KQED’s $91 Million Fixer-Upper
• The Board of Directors of KQED/San Francisco has approved a major two-year renovation project of the company’s headquarters at 2601 Mariposa Street. The KQED Board of Directors voted to renovate the current headquarters, which KQED owns, after a yearlong due diligence process. The building has been KQED’s home since 1992 when KQED was primarily a television and radio station with 200 employees, and the current configuration of the building reflects the industrial nature of broadcast production at that time. Today, KQED has more than 450 employees with a transformed organizational structure built on cross-platform collaboration, community engagement and innovation. The new layout will be more conducive to collaboration and innovation, and can accommodate up to 40 percent further growth.

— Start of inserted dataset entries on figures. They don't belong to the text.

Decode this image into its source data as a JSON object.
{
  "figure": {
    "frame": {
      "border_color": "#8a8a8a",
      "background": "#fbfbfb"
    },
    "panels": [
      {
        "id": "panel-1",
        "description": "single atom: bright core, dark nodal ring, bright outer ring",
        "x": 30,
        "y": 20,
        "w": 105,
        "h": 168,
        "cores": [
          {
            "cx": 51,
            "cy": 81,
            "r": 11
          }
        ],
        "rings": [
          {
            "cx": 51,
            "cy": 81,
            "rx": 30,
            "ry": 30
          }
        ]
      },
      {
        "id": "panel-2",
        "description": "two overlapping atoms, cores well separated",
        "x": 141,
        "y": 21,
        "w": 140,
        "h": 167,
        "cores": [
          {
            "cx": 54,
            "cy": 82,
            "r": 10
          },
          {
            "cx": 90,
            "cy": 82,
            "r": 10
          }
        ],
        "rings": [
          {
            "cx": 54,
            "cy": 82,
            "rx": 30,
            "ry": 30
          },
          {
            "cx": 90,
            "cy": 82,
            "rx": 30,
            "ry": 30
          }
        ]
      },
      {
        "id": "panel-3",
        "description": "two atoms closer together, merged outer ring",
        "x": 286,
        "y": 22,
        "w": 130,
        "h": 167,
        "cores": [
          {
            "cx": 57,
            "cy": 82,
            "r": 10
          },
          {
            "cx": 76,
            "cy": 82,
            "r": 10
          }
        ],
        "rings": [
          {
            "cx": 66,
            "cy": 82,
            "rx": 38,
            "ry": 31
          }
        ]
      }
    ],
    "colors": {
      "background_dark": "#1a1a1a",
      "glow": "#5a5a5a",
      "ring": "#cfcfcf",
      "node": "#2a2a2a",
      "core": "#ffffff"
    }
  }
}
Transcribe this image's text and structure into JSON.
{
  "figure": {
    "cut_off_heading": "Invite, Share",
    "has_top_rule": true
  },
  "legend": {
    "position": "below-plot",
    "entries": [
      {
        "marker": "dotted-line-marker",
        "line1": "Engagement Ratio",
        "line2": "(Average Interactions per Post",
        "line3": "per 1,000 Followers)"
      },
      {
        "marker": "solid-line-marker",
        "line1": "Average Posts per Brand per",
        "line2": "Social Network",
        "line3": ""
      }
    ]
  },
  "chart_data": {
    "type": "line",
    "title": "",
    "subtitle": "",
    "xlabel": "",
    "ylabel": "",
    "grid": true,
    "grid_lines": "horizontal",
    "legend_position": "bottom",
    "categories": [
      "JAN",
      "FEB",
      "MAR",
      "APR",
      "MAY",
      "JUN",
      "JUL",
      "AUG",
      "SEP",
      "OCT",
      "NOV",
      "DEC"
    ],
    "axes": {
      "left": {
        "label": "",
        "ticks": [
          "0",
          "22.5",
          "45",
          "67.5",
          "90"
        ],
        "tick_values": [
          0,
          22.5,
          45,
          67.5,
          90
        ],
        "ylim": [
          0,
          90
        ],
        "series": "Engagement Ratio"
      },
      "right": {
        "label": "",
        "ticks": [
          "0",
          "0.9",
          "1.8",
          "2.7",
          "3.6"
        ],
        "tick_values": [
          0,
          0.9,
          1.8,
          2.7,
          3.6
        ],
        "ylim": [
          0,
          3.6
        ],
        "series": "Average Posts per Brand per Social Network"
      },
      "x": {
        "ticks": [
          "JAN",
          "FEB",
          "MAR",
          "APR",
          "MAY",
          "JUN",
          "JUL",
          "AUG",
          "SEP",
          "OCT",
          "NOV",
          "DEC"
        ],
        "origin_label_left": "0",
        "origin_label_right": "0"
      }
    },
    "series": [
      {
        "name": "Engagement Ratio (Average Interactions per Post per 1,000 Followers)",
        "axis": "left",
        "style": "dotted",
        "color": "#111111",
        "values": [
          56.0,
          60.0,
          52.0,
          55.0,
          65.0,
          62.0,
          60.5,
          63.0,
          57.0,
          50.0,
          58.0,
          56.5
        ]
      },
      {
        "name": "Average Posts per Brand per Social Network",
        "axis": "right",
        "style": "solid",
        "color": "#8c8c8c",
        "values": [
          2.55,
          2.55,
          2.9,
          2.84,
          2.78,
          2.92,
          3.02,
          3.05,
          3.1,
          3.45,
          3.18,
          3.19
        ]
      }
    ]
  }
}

“Over the past five years, KQED has undergone a dramatic transformation from a traditional broadcaster to a digital multimedia journalism and education service aligned to the 21st century needs of the people of the Bay Area,” says KQED President and CEO John Boland. “As a result, we have experienced tremendous growth in both the number of people we serve and our staff size. Our headquarters building in San Francisco was built for the KQED of 25 years ago, so we must transform the facility for the KQED of today.”
The renovations are expected to cost $91 million, and construction is expected to begin this summer with staffers relocating to a temporary location at 50 Beale Street. The new headquarters will be open in the winter of 2021. All of KQED’s broadcast and digital services will continue uninterrupted during the transition.